Authorship of a scientific publication and inventorship of a patented invention

This request for a statement dealt with a medical researcher’s rights to a research group’s findings after the researcher had been dismissed from the group. The GSP violation complaint dealt with issues associated with the authorship of work performed in the research group ten years earlier and intended for use in a PhD thesis.

The university’s preliminary inquiry found the allegation to be groundless. A full investigation also verified as groundless the claim that the researcher in question should have, on the basis of research group membership, been named as an inventor of an invention patented by the leaders of the research group. The team appointed by the university to investigate the GSP violation claim emphasised that researchers must immediately notify their employer if they have made an invention and that the requirements posed on a researcher for inclusion in a patented invention are more demanding that those applied to authorship of a scientific article.

The Advisory Board took the view that the implemented investigation had not revealed facts, which would have verified an occurrence of a GSP violation. The Advisory Board’s statement did, however, point out that good scientific practice requires a university to make written agreements of the rights of each individual member of a research group before the launch of a research project and the recruitment of employees for the group.

The Advisory Board’s statements do not take a stance on issues of patent.

In addition to this, the Advisory Board noted that the GSP investigation had not focused on an article published by the same research group during the course of the investigation that could have been the subject of a separate GSP investigation request.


§ Exercise details: Look through the material for lines with the word "horizontal", and copy each one.

§ Record extracts:

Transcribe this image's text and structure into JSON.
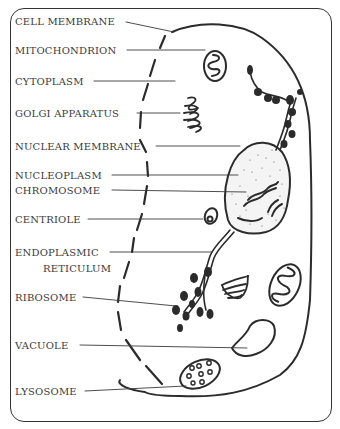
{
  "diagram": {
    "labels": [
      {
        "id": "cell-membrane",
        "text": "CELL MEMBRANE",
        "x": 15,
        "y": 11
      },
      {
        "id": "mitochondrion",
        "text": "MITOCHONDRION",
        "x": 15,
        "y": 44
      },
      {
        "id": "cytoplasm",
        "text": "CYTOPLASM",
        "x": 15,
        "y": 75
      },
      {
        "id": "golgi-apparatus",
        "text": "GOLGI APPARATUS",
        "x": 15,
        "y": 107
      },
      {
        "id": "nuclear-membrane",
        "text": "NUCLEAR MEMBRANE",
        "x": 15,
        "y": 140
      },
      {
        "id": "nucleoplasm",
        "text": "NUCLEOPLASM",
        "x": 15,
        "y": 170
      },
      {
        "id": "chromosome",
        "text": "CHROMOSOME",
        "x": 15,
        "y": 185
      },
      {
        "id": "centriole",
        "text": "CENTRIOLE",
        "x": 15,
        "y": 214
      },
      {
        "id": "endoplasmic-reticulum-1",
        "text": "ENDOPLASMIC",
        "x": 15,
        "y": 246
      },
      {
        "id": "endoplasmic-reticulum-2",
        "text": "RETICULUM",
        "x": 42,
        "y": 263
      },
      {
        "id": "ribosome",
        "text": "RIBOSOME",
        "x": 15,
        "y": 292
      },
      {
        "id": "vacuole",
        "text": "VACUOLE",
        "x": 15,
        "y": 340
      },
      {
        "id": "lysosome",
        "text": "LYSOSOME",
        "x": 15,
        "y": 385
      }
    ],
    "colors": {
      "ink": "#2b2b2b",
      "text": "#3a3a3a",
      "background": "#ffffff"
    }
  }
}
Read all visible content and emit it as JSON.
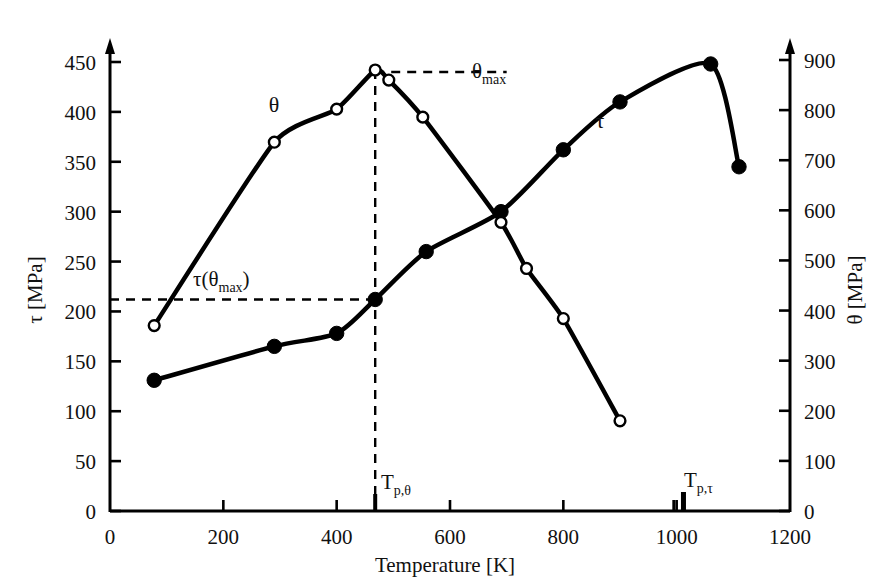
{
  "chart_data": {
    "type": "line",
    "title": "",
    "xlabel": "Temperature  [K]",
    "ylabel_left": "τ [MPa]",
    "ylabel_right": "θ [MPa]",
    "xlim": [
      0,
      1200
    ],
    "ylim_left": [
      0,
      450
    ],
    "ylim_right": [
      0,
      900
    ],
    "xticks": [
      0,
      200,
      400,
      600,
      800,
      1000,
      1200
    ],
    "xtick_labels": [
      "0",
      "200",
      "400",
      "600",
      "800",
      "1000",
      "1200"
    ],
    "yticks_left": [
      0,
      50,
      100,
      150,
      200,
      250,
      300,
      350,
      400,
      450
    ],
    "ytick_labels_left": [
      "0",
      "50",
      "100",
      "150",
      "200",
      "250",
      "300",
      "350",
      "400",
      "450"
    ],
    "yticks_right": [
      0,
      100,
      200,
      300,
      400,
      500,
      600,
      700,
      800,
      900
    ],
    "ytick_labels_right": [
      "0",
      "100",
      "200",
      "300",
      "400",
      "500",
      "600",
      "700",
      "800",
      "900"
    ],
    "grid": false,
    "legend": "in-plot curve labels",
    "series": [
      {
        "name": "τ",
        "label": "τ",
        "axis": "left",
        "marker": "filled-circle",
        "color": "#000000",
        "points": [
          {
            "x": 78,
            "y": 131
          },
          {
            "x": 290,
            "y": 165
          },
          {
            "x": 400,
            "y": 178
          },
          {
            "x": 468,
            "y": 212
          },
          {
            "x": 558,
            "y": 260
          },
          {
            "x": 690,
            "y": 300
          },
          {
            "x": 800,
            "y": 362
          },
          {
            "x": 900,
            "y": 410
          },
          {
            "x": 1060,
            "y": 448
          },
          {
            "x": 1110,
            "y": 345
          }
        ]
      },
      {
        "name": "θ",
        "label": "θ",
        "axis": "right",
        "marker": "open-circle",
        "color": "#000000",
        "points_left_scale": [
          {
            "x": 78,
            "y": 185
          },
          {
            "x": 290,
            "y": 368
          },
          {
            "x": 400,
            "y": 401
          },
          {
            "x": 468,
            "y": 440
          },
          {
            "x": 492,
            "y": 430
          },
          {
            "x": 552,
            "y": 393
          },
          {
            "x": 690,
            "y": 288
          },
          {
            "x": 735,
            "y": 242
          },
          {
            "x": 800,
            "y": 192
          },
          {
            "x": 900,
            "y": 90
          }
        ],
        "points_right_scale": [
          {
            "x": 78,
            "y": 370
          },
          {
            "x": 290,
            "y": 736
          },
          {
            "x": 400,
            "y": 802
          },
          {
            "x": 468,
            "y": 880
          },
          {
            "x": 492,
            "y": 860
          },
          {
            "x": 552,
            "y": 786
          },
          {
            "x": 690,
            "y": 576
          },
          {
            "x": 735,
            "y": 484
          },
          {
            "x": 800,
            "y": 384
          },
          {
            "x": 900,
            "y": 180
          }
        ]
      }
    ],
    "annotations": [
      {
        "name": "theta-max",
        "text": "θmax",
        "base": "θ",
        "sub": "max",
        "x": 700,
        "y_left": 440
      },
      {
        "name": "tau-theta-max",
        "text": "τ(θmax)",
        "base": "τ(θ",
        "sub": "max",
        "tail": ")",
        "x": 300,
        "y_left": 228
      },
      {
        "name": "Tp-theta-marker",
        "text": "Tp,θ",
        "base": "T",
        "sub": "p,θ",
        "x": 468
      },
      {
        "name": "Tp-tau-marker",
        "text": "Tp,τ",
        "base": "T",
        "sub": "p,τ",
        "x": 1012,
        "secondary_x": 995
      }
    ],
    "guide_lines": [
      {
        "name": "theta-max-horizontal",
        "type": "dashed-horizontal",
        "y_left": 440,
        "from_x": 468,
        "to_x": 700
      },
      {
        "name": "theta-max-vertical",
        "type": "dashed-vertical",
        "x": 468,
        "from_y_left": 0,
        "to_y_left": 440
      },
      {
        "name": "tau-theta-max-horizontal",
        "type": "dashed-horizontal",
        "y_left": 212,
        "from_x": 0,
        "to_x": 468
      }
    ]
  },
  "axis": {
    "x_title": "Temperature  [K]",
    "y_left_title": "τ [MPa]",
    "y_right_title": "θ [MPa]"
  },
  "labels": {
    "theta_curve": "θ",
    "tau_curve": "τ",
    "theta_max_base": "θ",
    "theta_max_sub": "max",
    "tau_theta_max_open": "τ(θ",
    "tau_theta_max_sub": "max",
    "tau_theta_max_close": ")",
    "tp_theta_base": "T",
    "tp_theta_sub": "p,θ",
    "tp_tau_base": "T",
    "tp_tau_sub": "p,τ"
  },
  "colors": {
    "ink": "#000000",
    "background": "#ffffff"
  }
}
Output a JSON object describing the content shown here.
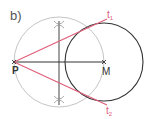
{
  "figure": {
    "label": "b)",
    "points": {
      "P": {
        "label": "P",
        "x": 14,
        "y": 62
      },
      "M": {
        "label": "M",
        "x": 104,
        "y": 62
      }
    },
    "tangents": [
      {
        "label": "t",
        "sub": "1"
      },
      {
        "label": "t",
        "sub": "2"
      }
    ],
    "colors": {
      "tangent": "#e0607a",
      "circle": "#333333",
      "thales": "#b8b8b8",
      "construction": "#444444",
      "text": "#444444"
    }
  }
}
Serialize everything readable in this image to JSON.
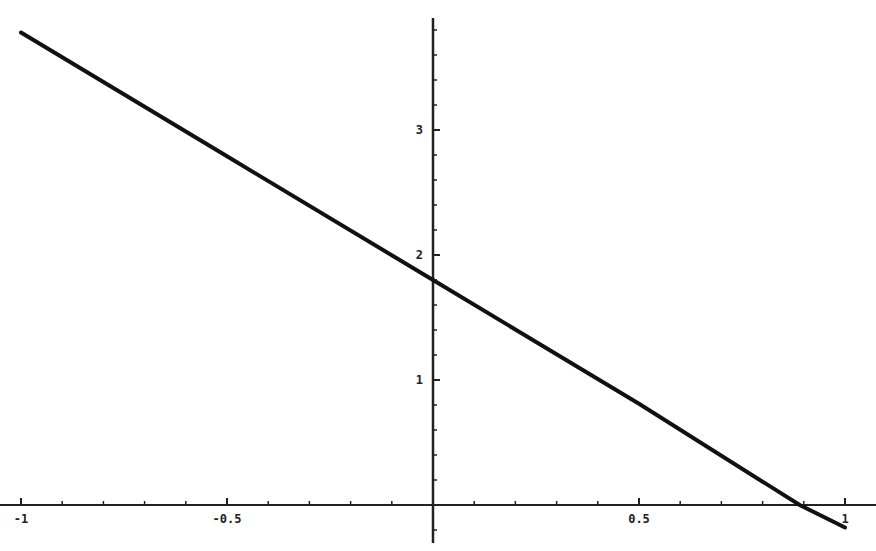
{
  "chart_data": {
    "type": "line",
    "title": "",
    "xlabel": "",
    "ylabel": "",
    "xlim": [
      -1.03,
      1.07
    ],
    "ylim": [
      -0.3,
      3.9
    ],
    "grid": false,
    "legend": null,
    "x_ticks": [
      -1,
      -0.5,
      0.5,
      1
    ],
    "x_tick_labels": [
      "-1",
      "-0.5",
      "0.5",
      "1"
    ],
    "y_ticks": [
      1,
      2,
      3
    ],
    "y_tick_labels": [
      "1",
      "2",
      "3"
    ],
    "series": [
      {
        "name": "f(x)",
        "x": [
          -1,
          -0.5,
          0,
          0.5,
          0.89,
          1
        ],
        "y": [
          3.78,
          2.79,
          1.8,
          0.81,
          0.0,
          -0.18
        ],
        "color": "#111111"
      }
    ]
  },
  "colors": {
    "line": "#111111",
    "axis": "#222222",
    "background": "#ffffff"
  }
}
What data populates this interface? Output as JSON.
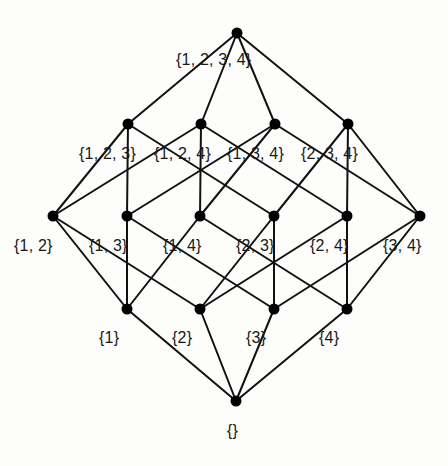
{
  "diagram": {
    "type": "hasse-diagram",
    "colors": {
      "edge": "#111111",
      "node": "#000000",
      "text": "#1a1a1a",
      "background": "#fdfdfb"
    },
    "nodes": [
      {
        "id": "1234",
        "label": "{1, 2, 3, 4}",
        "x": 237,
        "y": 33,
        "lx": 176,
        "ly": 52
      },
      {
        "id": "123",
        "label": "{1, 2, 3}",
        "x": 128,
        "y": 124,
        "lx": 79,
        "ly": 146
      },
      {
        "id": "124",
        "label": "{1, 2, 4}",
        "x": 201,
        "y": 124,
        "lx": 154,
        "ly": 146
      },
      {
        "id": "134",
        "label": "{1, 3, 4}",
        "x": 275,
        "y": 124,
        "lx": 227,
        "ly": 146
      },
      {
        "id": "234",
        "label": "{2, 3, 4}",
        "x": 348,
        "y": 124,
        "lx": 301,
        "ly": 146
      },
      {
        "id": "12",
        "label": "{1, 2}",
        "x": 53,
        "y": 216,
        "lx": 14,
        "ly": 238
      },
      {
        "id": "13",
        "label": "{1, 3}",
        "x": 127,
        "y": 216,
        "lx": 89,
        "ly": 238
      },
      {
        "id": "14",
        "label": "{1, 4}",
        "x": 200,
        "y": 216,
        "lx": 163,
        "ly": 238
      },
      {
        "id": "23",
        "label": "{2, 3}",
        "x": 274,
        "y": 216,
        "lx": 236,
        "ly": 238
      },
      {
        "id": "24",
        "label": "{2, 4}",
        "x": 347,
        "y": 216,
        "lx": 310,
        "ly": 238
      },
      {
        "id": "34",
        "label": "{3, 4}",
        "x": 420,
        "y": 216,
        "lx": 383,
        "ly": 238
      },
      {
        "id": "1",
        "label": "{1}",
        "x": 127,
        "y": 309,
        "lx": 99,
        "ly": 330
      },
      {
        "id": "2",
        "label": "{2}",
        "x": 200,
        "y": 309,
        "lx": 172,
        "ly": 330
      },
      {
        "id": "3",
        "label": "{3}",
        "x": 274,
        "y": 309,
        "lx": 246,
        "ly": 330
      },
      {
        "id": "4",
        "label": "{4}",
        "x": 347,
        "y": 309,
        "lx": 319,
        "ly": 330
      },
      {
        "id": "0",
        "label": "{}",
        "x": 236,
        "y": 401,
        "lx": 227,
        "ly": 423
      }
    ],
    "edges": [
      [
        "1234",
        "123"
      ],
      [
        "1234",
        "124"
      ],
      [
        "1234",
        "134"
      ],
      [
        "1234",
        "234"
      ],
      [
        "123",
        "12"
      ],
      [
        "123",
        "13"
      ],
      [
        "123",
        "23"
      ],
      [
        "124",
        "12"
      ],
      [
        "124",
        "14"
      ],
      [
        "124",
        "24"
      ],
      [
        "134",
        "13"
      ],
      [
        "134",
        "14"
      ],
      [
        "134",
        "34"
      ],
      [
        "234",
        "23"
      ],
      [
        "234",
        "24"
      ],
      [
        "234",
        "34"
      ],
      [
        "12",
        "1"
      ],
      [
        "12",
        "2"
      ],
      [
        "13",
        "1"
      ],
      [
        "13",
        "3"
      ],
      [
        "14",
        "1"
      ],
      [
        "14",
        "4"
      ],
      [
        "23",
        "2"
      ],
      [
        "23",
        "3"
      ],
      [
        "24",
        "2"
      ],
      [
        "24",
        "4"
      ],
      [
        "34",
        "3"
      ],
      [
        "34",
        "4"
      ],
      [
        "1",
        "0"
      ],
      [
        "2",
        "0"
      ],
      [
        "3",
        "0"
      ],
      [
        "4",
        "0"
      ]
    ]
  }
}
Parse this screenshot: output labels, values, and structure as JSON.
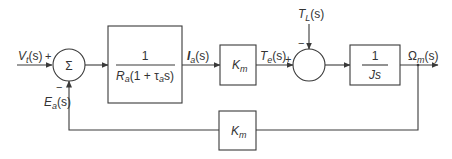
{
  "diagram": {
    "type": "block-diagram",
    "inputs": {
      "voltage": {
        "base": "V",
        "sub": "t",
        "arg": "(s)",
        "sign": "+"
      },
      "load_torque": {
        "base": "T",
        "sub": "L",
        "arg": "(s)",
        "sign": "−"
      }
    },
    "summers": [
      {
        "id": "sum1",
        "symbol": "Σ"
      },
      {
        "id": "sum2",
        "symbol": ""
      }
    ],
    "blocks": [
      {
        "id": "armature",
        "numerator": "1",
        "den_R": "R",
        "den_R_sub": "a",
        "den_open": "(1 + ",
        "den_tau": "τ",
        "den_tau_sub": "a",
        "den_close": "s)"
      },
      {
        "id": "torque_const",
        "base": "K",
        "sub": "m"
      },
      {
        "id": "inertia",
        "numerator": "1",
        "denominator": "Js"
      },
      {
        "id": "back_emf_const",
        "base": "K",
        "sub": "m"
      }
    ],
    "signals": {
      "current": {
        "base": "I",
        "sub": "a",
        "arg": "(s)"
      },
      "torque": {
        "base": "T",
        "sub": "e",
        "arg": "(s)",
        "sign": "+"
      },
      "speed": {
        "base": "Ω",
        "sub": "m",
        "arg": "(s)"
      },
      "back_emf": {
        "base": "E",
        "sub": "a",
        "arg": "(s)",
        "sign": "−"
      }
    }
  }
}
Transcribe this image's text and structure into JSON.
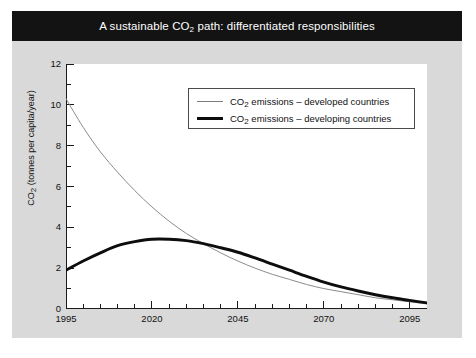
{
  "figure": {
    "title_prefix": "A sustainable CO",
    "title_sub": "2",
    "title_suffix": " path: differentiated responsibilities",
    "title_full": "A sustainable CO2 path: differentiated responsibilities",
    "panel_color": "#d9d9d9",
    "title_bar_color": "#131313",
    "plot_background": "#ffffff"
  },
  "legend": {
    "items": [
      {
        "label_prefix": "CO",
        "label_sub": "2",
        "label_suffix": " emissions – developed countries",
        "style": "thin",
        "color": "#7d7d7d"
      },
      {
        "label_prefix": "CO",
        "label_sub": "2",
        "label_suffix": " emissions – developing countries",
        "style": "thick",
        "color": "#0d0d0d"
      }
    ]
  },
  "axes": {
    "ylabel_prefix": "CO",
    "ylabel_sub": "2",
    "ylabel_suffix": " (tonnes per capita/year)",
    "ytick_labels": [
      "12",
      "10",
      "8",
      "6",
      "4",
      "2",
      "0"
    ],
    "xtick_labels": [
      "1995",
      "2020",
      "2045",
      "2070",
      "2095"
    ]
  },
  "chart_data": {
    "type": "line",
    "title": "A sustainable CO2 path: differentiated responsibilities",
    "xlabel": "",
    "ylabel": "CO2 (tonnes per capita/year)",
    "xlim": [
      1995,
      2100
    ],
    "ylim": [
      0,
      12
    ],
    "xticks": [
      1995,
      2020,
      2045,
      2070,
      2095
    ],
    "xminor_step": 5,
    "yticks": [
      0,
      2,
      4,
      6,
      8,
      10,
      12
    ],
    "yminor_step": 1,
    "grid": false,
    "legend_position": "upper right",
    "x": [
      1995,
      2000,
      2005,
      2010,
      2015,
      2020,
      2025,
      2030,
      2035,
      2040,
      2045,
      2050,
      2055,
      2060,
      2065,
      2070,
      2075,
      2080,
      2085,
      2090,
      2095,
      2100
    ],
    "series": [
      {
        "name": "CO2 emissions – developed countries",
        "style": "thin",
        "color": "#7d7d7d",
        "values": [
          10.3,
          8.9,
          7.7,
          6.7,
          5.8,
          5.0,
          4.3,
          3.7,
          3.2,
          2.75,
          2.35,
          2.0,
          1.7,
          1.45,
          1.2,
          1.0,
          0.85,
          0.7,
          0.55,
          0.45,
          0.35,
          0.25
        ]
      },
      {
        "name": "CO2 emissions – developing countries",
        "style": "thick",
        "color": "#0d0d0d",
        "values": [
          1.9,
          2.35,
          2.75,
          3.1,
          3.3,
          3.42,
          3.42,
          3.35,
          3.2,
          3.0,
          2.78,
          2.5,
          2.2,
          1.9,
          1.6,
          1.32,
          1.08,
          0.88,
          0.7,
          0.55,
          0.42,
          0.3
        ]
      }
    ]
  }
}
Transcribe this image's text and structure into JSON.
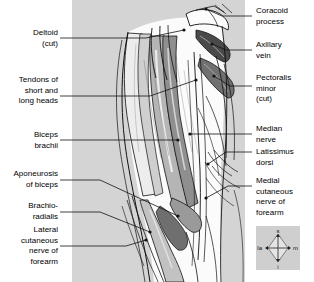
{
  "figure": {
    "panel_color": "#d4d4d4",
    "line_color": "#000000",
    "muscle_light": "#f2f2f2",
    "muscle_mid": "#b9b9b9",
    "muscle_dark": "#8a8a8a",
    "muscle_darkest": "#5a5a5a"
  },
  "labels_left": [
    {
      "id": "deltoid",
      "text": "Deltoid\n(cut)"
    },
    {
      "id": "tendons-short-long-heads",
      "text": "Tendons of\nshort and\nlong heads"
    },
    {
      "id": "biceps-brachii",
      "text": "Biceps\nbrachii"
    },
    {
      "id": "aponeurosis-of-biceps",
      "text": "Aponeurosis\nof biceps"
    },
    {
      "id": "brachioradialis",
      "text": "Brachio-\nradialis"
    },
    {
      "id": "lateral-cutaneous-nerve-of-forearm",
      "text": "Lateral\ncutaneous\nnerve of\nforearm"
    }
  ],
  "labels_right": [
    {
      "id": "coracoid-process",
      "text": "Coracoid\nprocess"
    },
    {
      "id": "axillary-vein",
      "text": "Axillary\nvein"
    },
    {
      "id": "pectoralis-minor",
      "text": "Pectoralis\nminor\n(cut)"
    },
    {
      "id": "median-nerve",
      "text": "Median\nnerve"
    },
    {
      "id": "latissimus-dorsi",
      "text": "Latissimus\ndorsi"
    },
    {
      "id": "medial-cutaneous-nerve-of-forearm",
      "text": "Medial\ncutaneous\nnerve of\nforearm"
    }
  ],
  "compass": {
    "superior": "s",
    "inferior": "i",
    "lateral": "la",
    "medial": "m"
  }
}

§ Answer:
        "name": "theta-max-horizontal",
        "type": "dashed-horizontal",
        "name": "tau-theta-max-horizontal",
        "type": "dashed-horizontal",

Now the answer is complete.